Nathan Benn - Editioned Print - Wax Roy and Dale, Orlando, 1981

$2,800.00

In Stock

    • SPECS:
      Paper Size: 18 x 24 inches, Image Size: 15 x 21 inches
      Paper Size: 11.25 x 17 inches, Image Size: 9 x 12.5 inches
    • Limited-edition signed archival prints. *A share of the proceeds from print sales will be contributed to HistoryMiami Museum. 

  • These images are part of Nathan Benn's new exhibition, A Peculiar Paradise, which opened at HistoryMiami Museum on November 8, 2018 and runs through April 14, 2019. This collection of photographs interprets Benn’s home state at the dawn of the 1980s, a time when Florida’s only true constant was change. Although some regions rested like the state’s alligators, staid and satisfied, other areas became a hotbed for the narcotics trade and a hub for Caribbean and South American immigration. Benn captures this increasing cultural diversity and the state’s innate peculiarity with the keen sense of an anthropologist and the glint-in-the-eye of a local.

    The pictures, fittingly, sometimes feel urgent, sometimes leisurely. Kodachrome film's distinctive color palette, boosting warm colors and muting cool color, seems tailor-made to its purpose here, displayed to full effect with expressive composition and sumptuous texture.The combined effect of images by Nathan Benn of his home state with charming anecdotes creates a delightfully vivid, passionate, and subjective look at what adds up to a love letter to the Sunshine State. 

  • Nathan Benn embraced color photography before it was considered an acceptable medium for serious documentary expression; he synthesized the intentions of post-World War progressive photo-reportage with modernist aesthetics. The National Geographic Society photographic division recruited Benn, a native of South Florida, immediately upon his 1972 graduation from the University of Miami. Three hundred of his photographs were published in National Geographic Magazine and hundreds more can be found in numerous NGS books.

    Benn’s assignments were equally divided between domestic and overseas projects. He typically photographed people in their authentic environment, rarely posing or manipulating the subjects. His reportage for National Geographic included the Netherlands, Dead Sea, Prague, South Korea, Scotland, Florida, Vermont, Massachusetts, Mississippi River, Finger Lakes, Dead Sea, Prague, Hasidic Jews, Jewish Diaspora, medicinal herbs, human physiology, Bible lands archaeology in the Middle East, pre-Columbian archaeology in Peru, and skyscrapers.

    While revisiting his archive over the past decade, Benn discovered hundreds of unpublished pictures that vividly depict American culture and diversity. Kodachrome Memory: American Pictures 1972-1990, Benn’s monograph published in 2013 by PowerHouse Books, features over 100 photographs organized by geographic regions and affinities. American Photo magazine honored the monograph as one of the best books of the 2013.

    After two decades at National Geographic, Benn put down his cameras in 1991 to focus on nascent digital media technology; this lead to his creation of the first online digital asset management and media licensing enterprise, Picture Network International (PNI). Launched in 1993, PNI’s Internet platform and marketplace revolutionized the stock photography industry, creating the archetype for Corbis and Getty Images.

    In early 2000 Benn became Director of Magnum Photos, the renowned photographer cooperative founded in 1948 by Henri-Cartier Bresson, David Seymour, George Rodger, and Robert Capa. Under Benn’s leadership from 2000 to 2003 Magnum transitioned from an analog enterprise to a best-of-class digital platform. The cooperative also published award-wining books including RFK Funeral Train and New York September 11 by Magnum Photographers. Benn lives in Santa Fe, New Mexico, and Brooklyn, New York, with his wife Rebecca Abrams, a fine art photographer, and their teenage son.

    With a uniquely American mix of formality and ease, and a color palette so tart you can almost taste it, Benn makes the past vividly — even painfully — present. — Vince Aletti, Photography Critic, The New Yorker

    The seeming inconsequential subject of Benn’s photographs - which are keenly observed and evocative of a time and place - act as metaphors for American culture and values. Although much of Benn’s work was done for a magazine and not gallery walls, his use of color throughout holds its own with artists of the period such as William Eggleston and Stephen Shore. — Richard Buckley, Former Editor, Women's Wear Daily, Vogue Hommes International

    To view more of Nathan's work, visit his website.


Your instructions » Set down every line below, word for word.

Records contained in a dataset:
########################################
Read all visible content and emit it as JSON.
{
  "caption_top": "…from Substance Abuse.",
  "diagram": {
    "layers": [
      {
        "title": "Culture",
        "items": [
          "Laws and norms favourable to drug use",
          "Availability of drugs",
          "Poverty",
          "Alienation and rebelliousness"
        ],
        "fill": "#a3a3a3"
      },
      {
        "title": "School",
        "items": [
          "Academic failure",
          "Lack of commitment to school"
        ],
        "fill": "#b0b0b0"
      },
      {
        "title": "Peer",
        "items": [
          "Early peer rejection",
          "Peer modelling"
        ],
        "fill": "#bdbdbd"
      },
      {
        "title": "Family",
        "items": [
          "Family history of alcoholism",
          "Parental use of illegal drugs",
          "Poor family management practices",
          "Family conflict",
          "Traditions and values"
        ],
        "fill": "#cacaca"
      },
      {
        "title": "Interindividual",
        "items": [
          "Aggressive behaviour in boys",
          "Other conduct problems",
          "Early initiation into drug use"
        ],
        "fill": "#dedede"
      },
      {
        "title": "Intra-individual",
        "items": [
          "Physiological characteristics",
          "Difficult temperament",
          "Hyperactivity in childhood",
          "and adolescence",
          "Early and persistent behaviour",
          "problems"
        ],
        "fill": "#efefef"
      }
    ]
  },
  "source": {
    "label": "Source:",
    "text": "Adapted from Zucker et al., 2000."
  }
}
########################################
Exercise solution »
Read all visible content and emit it as JSON.
{
  "caption_top": "…from Substance Abuse.",
  "diagram": {
    "layers": [
      {
        "title": "Culture",
        "items": [
          "Laws and norms favourable to drug use",
          "Availability of drugs",
          "Poverty",
          "Alienation and rebelliousness"
        ],
        "fill": "#a3a3a3"
      },
      {
        "title": "School",
        "items": [
          "Academic failure",
          "Lack of commitment to school"
        ],
        "fill": "#b0b0b0"
      },
      {
        "title": "Peer",
        "items": [
          "Early peer rejection",
          "Peer modelling"
        ],
        "fill": "#bdbdbd"
      },
      {
        "title": "Family",
        "items": [
          "Family history of alcoholism",
          "Parental use of illegal drugs",
          "Poor family management practices",
          "Family conflict",
          "Traditions and values"
        ],
        "fill": "#cacaca"
      },
      {
        "title": "Interindividual",
        "items": [
          "Aggressive behaviour in boys",
          "Other conduct problems",
          "Early initiation into drug use"
        ],
        "fill": "#dedede"
      },
      {
        "title": "Intra-individual",
        "items": [
          "Physiological characteristics",
          "Difficult temperament",
          "Hyperactivity in childhood",
          "and adolescence",
          "Early and persistent behaviour",
          "problems"
        ],
        "fill": "#efefef"
      }
    ]
  },
  "source": {
    "label": "Source:",
    "text": "Adapted from Zucker et al., 2000."
  }
}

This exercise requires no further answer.